Schadenfreude, pity, envy (Schopenhauer)

But it is Schadenfreude, a mischievous delight in the misfortunes of others, which remains the worst trait in human nature. It is a feeling which is closely akin to cruelty, and differs from it, to say the truth, only as theory from practice. In general, it may be said of it that it takes the place which pity ought to take—pity which is its opposite, and the true source of all real justice and charity.

Envy is also opposed to pity, but in another sense; envy, that is to say, is produced by a cause directly antagonistic to that which produces the delight in mischief.
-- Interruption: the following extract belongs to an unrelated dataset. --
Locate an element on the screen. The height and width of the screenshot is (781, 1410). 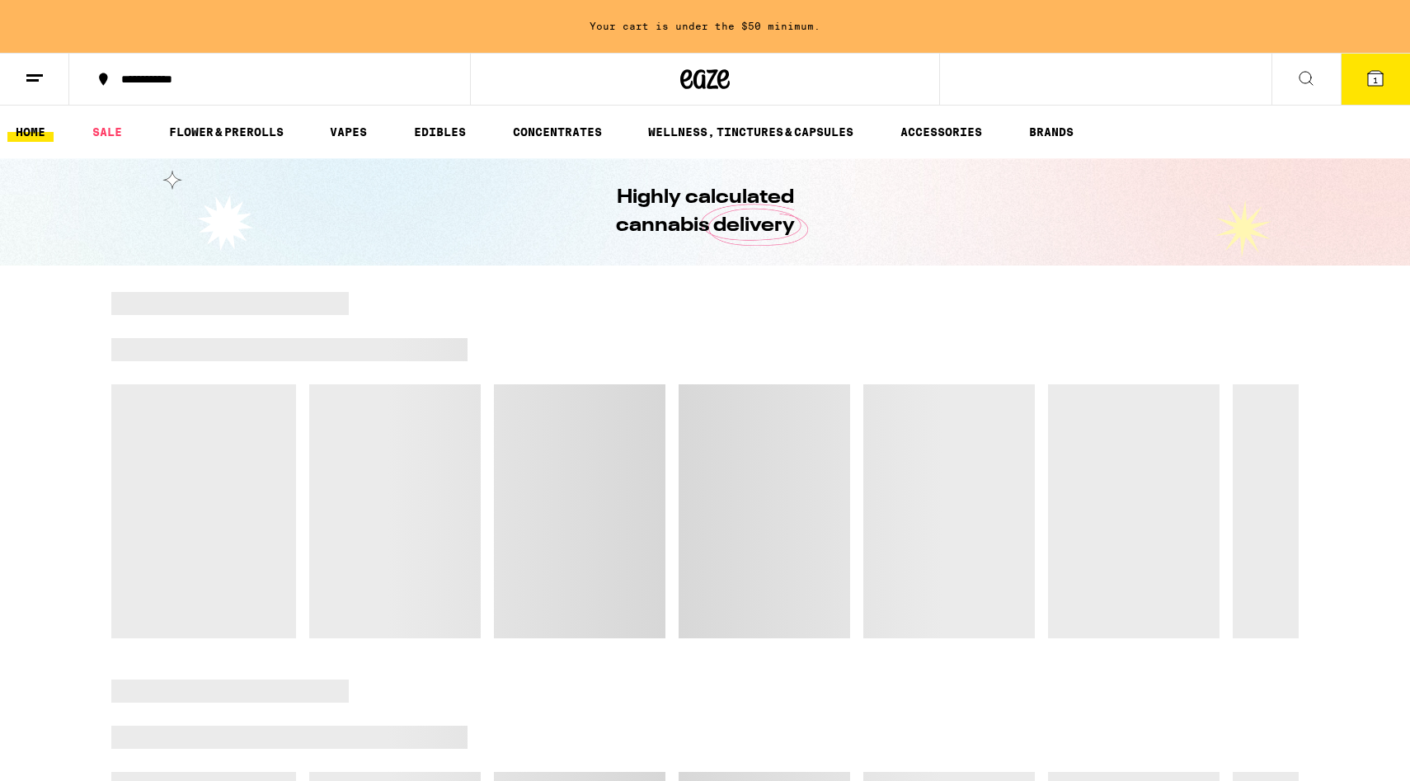
a: FLOWER & PREROLLS is located at coordinates (226, 132).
The opposition between pity and envy on the one hand, and pity and the delight in mischief on the other, rests, in the main, on the occasions which call them forth. In the case of envy it is only as a direct effect of the cause which excites it that we feel it at all. That is just the reason why envy, although it is a reprehensible feeling, still admits of some excuse, and is, in general, a very human quality; whereas the delight in mischief is diabolical, and its taunts are the laughter of hell.

From Arthur Schopenhauer’s “On Human Nature.” Translated by T. Bailey Saunders.